Despite all this, Vajpayee steered the government through one set of nuclear tests, managing the fall-out adroitly, undertook a visit to Pakistan (and Mr Sinha’s account of the visit is masterly for its detail) and managed a war with Pakistan. In between, the government built roads, did some taxation, insurance and telecom reforms and won some but lost some elections.
Vajpayee: The Years That Changed India
Author: Shakti Sinha
Publisher: Penguin
Pages: 357; Price: Rs 599
And Vajpayee never once blamed the opposition. For anything!
Of course, Mr Sinha’s appreciation of Grand International Strategy, Cold War, Hot War, yadda, yadda is important. But what makes the book a must read is the anecdotes he relates about the near misses. We learn, for instance, that as Vajpayee set off for Amritsar en route the Lahore bus ride, he checked his pockets and realised midway to the airport that he’d left his hearing aid behind. As cell phones were in use by then, Mr Sinha made a call to the house. “But while the PM’s motorcade gets a free pass on the roads, a car carrying the PM’s hearing aid does not,” he writes. Anyway, the hearing aid reached the PM on time and if anything was lost in translation in the dialogue between India and Pakistan it was not because of the Indian PM’s auditory nerve.
On a more serious note, the real turn of events in the Kargil war were represented by phone tape recording produced by Arvind Dave, the RAW chief, between Pakistan Army chief Pervez Musharraf, and his chief of general staff, Lt Gen Mohammad Aziz. The recordings made it clear that the Pakistan Army was involved in sending intruders across, with the Mujahideen playing a minor role, if any. This gave ballast to a full-on diplomatic offensive captured in the Blair House agreement between Bill Clinton and Nawaz Sharif in July, 1999.

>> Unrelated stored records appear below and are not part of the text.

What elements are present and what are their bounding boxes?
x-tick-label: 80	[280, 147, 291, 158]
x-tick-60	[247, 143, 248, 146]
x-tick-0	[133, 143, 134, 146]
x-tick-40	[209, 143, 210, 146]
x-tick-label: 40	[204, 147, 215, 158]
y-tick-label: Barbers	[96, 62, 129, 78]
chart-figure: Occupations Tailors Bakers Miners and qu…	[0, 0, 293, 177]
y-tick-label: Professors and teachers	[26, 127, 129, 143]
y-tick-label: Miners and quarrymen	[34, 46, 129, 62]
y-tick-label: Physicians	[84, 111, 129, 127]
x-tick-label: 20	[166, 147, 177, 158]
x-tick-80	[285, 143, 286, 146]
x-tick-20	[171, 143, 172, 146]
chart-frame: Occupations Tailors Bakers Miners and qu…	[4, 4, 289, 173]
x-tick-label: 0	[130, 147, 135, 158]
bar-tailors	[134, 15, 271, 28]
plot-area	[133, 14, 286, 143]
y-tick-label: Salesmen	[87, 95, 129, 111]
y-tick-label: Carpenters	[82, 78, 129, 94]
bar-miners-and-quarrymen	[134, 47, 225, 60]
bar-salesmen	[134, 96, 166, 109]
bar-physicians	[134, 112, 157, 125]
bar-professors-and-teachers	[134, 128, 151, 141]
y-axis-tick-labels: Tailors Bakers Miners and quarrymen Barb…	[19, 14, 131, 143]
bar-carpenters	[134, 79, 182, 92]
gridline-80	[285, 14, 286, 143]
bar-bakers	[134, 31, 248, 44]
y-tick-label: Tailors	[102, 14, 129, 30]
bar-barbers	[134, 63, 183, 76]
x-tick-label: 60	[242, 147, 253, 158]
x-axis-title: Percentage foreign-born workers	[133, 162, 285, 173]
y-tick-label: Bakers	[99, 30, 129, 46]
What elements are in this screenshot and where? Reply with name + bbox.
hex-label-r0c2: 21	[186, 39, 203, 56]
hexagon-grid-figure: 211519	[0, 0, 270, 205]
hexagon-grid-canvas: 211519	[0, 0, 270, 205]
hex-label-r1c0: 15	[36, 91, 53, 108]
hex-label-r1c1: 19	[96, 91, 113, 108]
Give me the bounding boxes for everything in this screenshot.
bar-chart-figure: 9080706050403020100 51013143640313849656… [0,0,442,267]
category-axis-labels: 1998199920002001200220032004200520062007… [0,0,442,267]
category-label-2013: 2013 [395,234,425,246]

Of course, there was a comic side to it that Mr Sinha captures with a metaphorical chuckle. That former editor of Patriot, R K Mishra was a backstage interlocutor with Pakistan’s Niaz Naik during the war, is well known. But Mishra was as paranoid as they come. So when he spotted an Ambassador car near his house in Vasant Vihar, parked for days on end, he pressed the panic button. The Delhi Police moved in and the car was towed away. However, when Mr Sinha got a call a few days later from an irate Shyamal Datta, then IB chief, all was revealed. The car was keeping watch on someone else and had been removed by Delhi Police on instruction from PMO. Datta wanted to know why. Ruffled feathers had to be smoothened.